Mitzpah then is not a blessing but a warning.  Far from being a token designating eternal love, it is more a sort of token of eternal mistrust.  Yet there it is to be found on the pages of well known catalogue store under the rubric  “His and Hers split pendant set”, along with other split pendants with such inscriptions as “Our Hearts beat as One”, and even the famous speech of Ruth to Naomi “where you go I will go, where you lodge I will lodge, your people will be my people and your God my God”.

One wonders what the designers of this jewellery, and also the many people who actually buy it would think, if they realised that the apparently romantic message in fact is a barely coded warning between two known tricksters that whatever they do, even in secret when no one is around to observe them, the truth will be known to God, who will most certainly judge them.

The whole business set me wondering about the things we wear to remind us of what is important to us.

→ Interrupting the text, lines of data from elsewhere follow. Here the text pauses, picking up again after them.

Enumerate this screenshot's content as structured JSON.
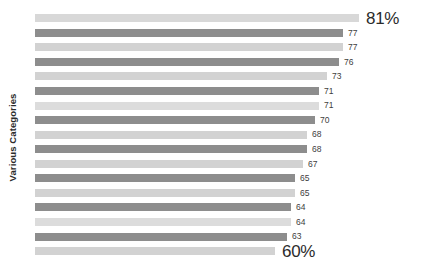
{
  "chart_data": {
    "type": "bar",
    "orientation": "horizontal",
    "title": "",
    "xlabel": "",
    "ylabel": "Various Categories",
    "grid": false,
    "legend": null,
    "xlim": [
      0,
      85
    ],
    "categories": [
      "1",
      "2",
      "3",
      "4",
      "5",
      "6",
      "7",
      "8",
      "9",
      "10",
      "11",
      "12",
      "13",
      "14",
      "15",
      "16",
      "17"
    ],
    "values": [
      81,
      77,
      77,
      76,
      73,
      71,
      71,
      70,
      68,
      68,
      67,
      65,
      65,
      64,
      64,
      63,
      60
    ],
    "data_labels": [
      "81%",
      "77",
      "77",
      "76",
      "73",
      "71",
      "71",
      "70",
      "68",
      "68",
      "67",
      "65",
      "65",
      "64",
      "64",
      "63",
      "60%"
    ],
    "bars": [
      {
        "value": 81,
        "label": "81%",
        "color": "#d8d8d8",
        "emphasis": true
      },
      {
        "value": 77,
        "label": "77",
        "color": "#8d8d8d",
        "emphasis": false
      },
      {
        "value": 77,
        "label": "77",
        "color": "#d2d2d2",
        "emphasis": false
      },
      {
        "value": 76,
        "label": "76",
        "color": "#8d8d8d",
        "emphasis": false
      },
      {
        "value": 73,
        "label": "73",
        "color": "#d2d2d2",
        "emphasis": false
      },
      {
        "value": 71,
        "label": "71",
        "color": "#8d8d8d",
        "emphasis": false
      },
      {
        "value": 71,
        "label": "71",
        "color": "#dcdcdc",
        "emphasis": false
      },
      {
        "value": 70,
        "label": "70",
        "color": "#8d8d8d",
        "emphasis": false
      },
      {
        "value": 68,
        "label": "68",
        "color": "#d2d2d2",
        "emphasis": false
      },
      {
        "value": 68,
        "label": "68",
        "color": "#8d8d8d",
        "emphasis": false
      },
      {
        "value": 67,
        "label": "67",
        "color": "#d2d2d2",
        "emphasis": false
      },
      {
        "value": 65,
        "label": "65",
        "color": "#8d8d8d",
        "emphasis": false
      },
      {
        "value": 65,
        "label": "65",
        "color": "#d2d2d2",
        "emphasis": false
      },
      {
        "value": 64,
        "label": "64",
        "color": "#8d8d8d",
        "emphasis": false
      },
      {
        "value": 64,
        "label": "64",
        "color": "#dcdcdc",
        "emphasis": false
      },
      {
        "value": 63,
        "label": "63",
        "color": "#8d8d8d",
        "emphasis": false
      },
      {
        "value": 60,
        "label": "60%",
        "color": "#d2d2d2",
        "emphasis": true
      }
    ],
    "colors": {
      "bar_light": "#d2d2d2",
      "bar_dark": "#8d8d8d",
      "label_text": "#404040",
      "emphasis_text": "#2b2b2b",
      "background": "#ffffff"
    }
  }
}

Traditionally Jews wear  certain things to remind us of the biblical commandments – tefillin in the daily morning service which contain paragraphs from bible reminding us of the obligation to love God and to teach our children to do so too;  or tallit with the corner fringes knotted to remind us of the 613 commandments said to be in Torah, many of which deal with how to behave towards others –  but even these reminders can become habitual so that we don’t really think of the meaning of these commandments which are designed to shape our behaviour to be holy – to behave against our own selfish needs or interests in favour of Imagebettering our world, developing creation along with God. We could do though with something to jolt us out of our daily existence, something to remind us that God is there in everything we do and everything we see.  The traditional system of blessings said before we do any action has much to commend it, the whole system of time bound mitzvot marking our days and our weeks, of shabbatot and festivals, they are all designed as ‘signs’ to remind us of our partnership with the Creator and our responsibilities to God, but few of us today have the kind of lives which would make all these signs meaningful.  Thinking about it, maybe we should all buy one of those pendants which say MIZPAH, not as a declaration of love for another, but to remind ourselves that all the twists and turns of our lives, all our petty temptations and deceits and actions and inactions, they may all be hidden from our fellow human beings, but will never be hidden from God, who will ultimately judge us.  Everything we say and everything we do, at home or outside, whatever time of day – we should do in the certain knowledge and fear that it will not be forgotten.  That would certainly add a different dimension to our lives!